I put my hand over my mouth, inhaling in disbelief of how the space looked like I had walked into a fairytale. It was truly breathtaking.
“Oh my God,” I whispered as I looked around with my eyes bulging with shock and awe.
Reek looked just as caught off guard as I felt.
Then we heard a sharp scream behind us. We both turned to see Zahra and Saint coming in through the front entrance. Zahra abandoned the stroller and ran straight toward me with both hands already reaching as she continued to scream. By the time she got to me, she was crying and laughing at the same time. She threw her arms around me carefully, mindful of my belly, and started rocking me from side to side.
“Oh my God, Ava,” she cried. “It’s a boy! Our boys are going to be best friends.”
I giggled, already feeling my eyes sting. “Stop crying before you make me cry and mess up my makeup.”
Then she must have seen his name, because she let out another scream, right into my ear, making me cringe. “Cairo! Oh my God! Czar and Cairo! They are going to be besties!”
Behind her, Saint came up pushing Czar in the stroller. He dapped Reek up with a grin and said, “Congratulations, nigga. Me and you finna be on the field together watching our sons play pee-wee football.”
Reek looked genuinely happy, and I loved seeing him happy about our son. I loved seeing that pride on him and how it was naturally there.
But it was bittersweet, and this day felt emotionally complicated as hell. I still felt like the messy one in a room full of women who had been loved right through their pregnancies. I felt like I was standing in the middle of something beautiful with my shoes on the wrong feet.
TARIQ “REEK” HORTON
By now, everybody had eaten, the bar was open, the dessert table had been attacked twice, and the gift table was overflowing so badly that the event staff had started stacking boxes and bags on the floor around it.
My son had cleaned up.
There were designer gift bags from stores babies had no business knowing existed, giant wrapped boxes with satin bows, monogrammed keepsake trunks, strollers, bassinets, vibrating swings, car seats, diaper cakes, and enough clothes and shoes for Cairo Zaire to stunt until kindergarten. The whole thing was beautiful, excessive, and very on brand for this family.
I couldn’t stop looking at my child’s mother. I watched the way her hand rested under her stomach when she stood too long. I watched how her smile still started in her eyes before it reached her mouth. I saw everything I had spent months trying not to want with every fiber of my being.
And somewhere between her telling me about my son and now, I was tired of denying I didn’t want pieces of Ava. I wanted her for real. I was emotionally attached to Ava in a way thatwas deeper than desire and stronger than fear. I wanted to be responsible for her for the rest of my life.

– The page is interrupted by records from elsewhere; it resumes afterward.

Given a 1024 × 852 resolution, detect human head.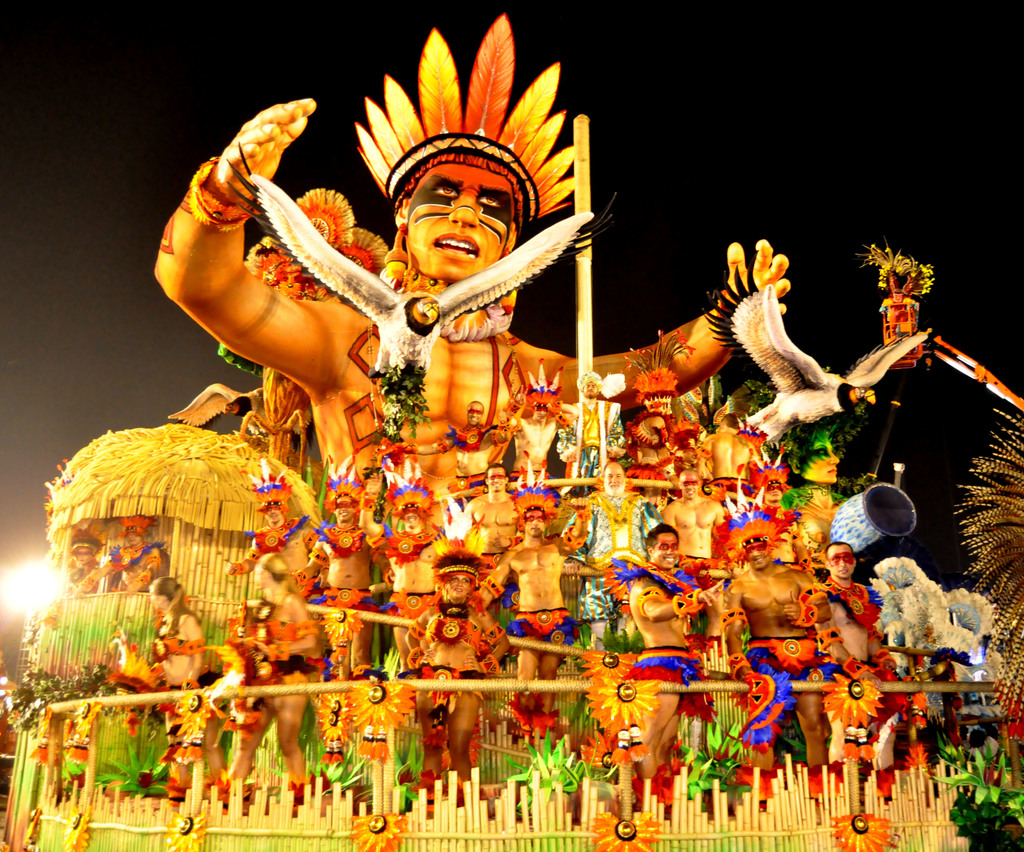
[483,461,511,493].
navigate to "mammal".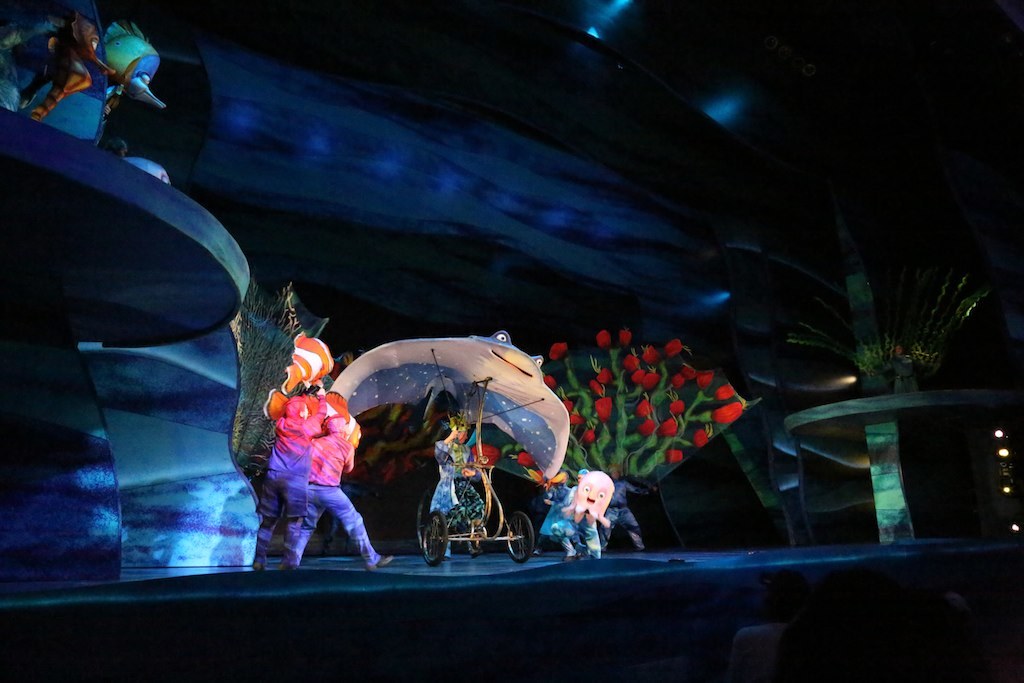
Navigation target: bbox=(563, 465, 602, 561).
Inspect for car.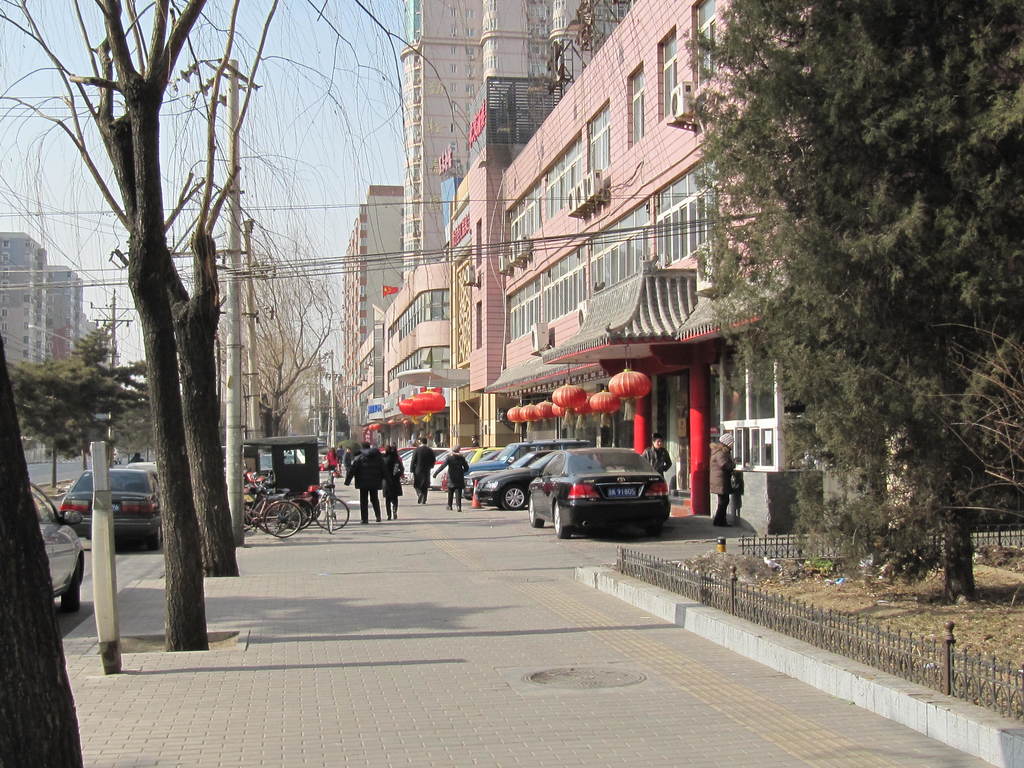
Inspection: select_region(29, 481, 84, 611).
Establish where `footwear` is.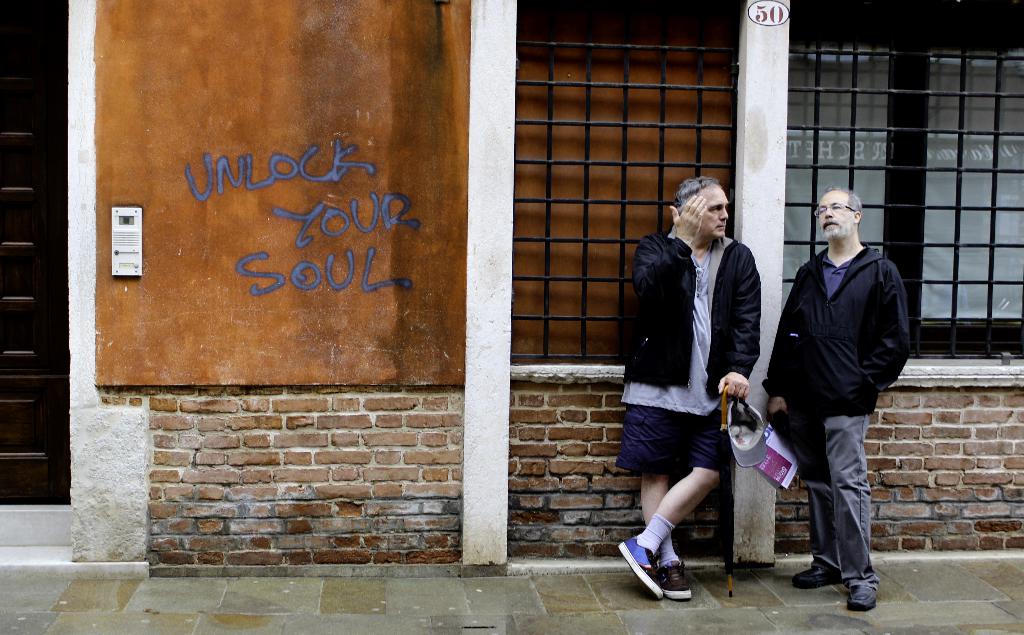
Established at {"x1": 619, "y1": 532, "x2": 665, "y2": 598}.
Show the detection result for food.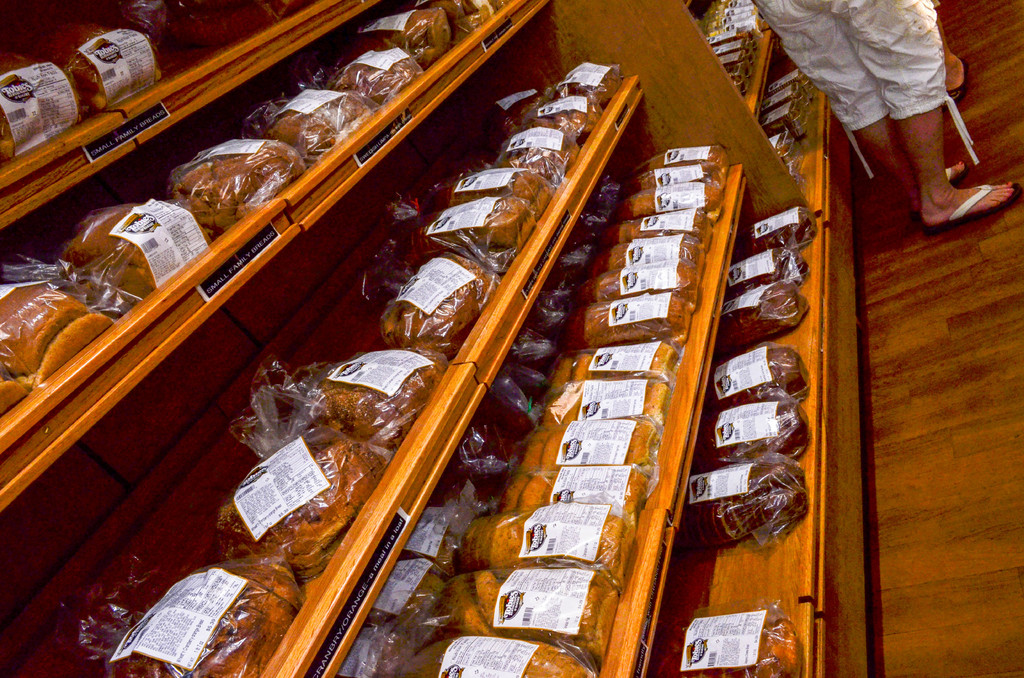
detection(383, 259, 493, 351).
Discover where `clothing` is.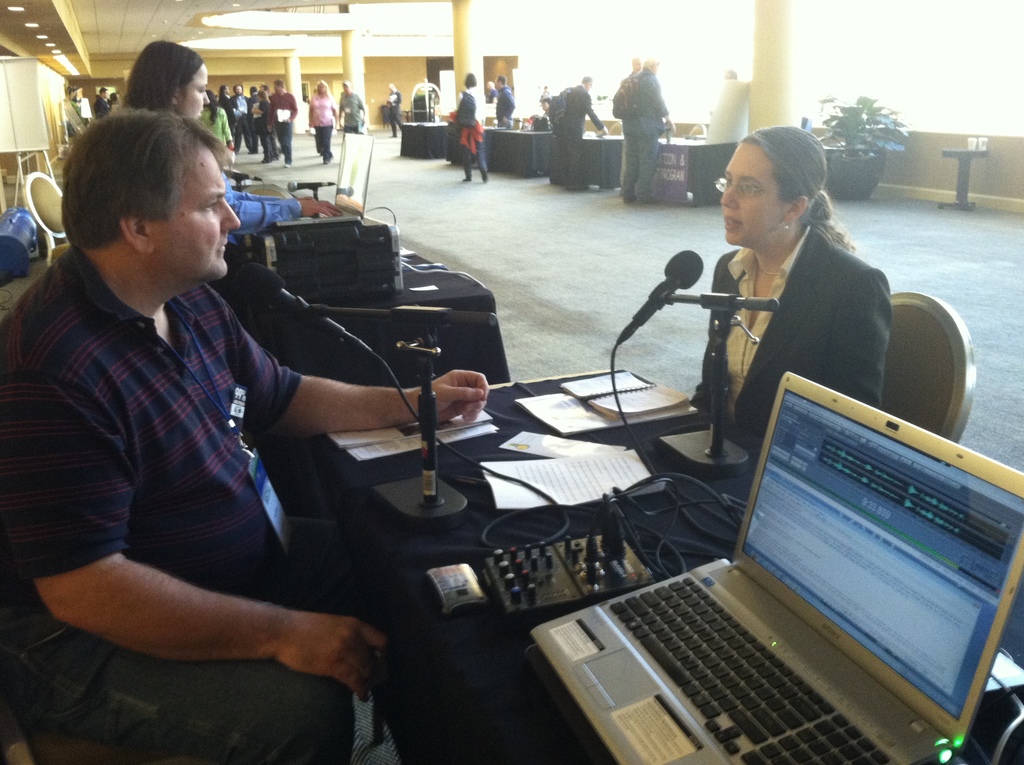
Discovered at <bbox>622, 64, 671, 196</bbox>.
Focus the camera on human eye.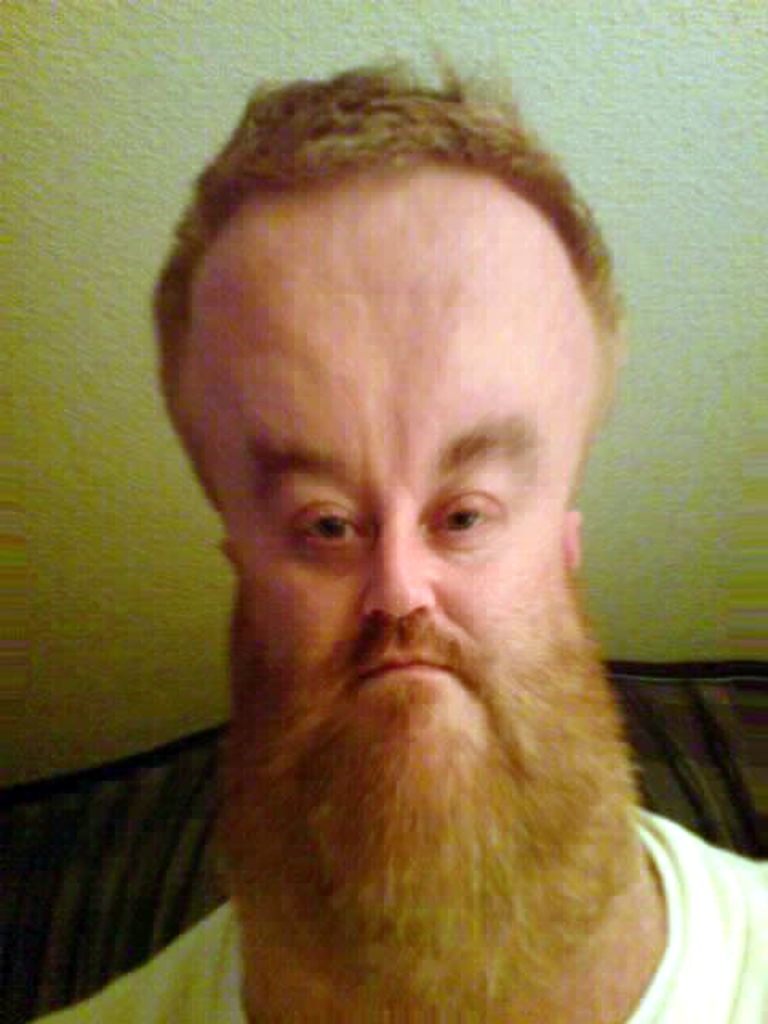
Focus region: 416:488:504:552.
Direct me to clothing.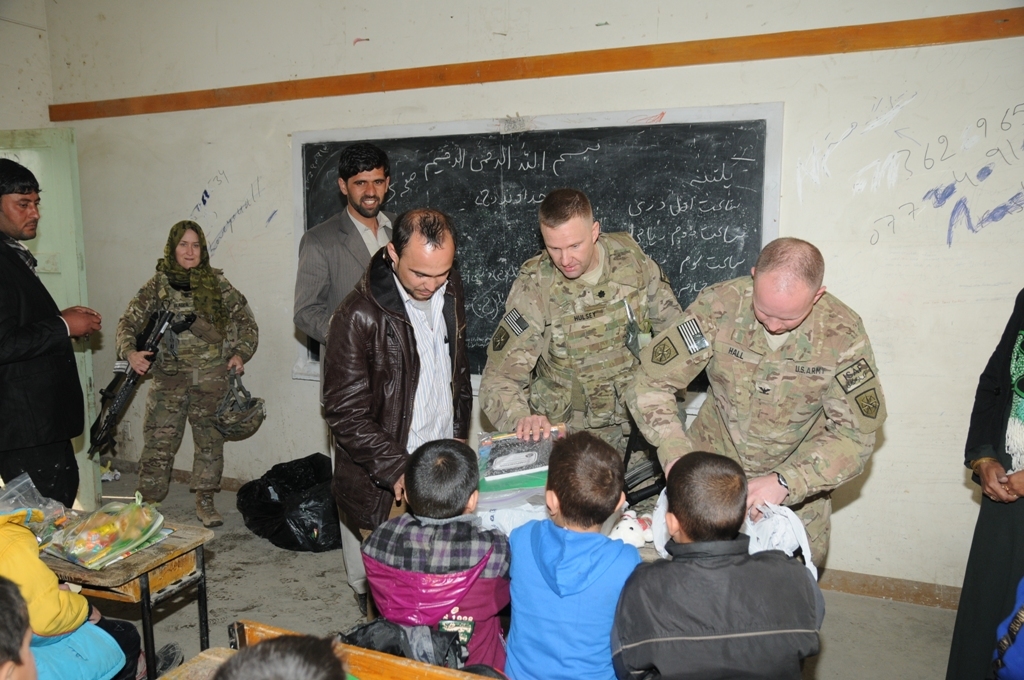
Direction: (left=479, top=228, right=683, bottom=462).
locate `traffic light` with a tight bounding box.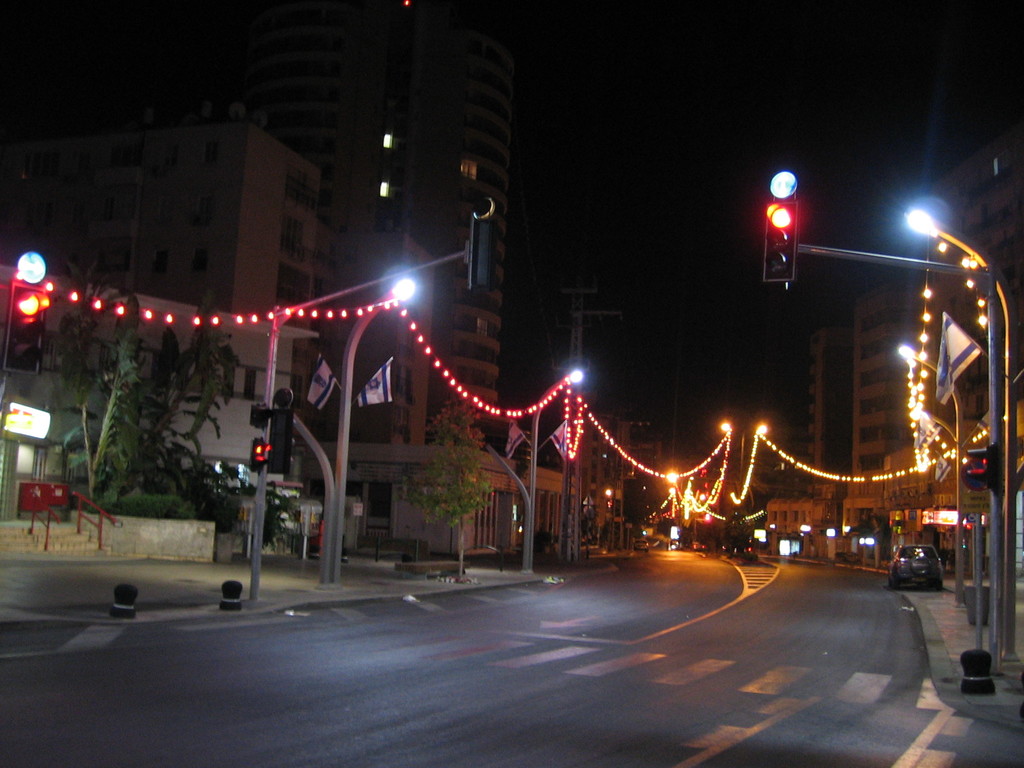
Rect(965, 440, 995, 489).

That truth had been beating on me for days. The only reason I still hadn’t claimed her was because I wanted to give her time to forgive me for pushing Kam out the way, and I wanted to be sure in myself. Because once I committed to Ava, I wasn’t doing no half-assed version of it. I wasn’t about to say the words, pull her in, and then wound her later by leaving or not being at my best. If I gave her that, I was giving it all the way.
But, looking at her that day, I knew I was sure. I wanted to be with her for the rest of my life. And that didn’t even scare me the way it usually did.
The event planner clapped her hands from the front of the room and announced it was game time.
The planner rolled out a line of chairs and held up a little machine with wires and sticky pads. “This game is for the men—”
Groans from the men in the crowd interrupted her.
She laughed as she went on, “We’re going to see who can handle simulated contractions the longest.”
Rhythm laughed into her champagne. “Oh, this is going to beexcellent.”
Aria looked around the room with all the satisfaction of a woman who had already suffered enough. “Yes. Let them feel that shit.”
Legend pointed at her from across the room. “You an opp, baby.”
“You’re an opp for knocking me up as many times as you did.”
The whole room cracked up.
I ended up in one of the chairs with Saint, Big A, Sincere, Icon, and Legend. The planner’s assistants started sticking padsto our stomachs while the women circled like vultures smelling entertainment.
Saint looked down at the wires on him and said, “If this electrocutes me, everybody in here dying.”
Zahra snorted. “You are so dramatic.”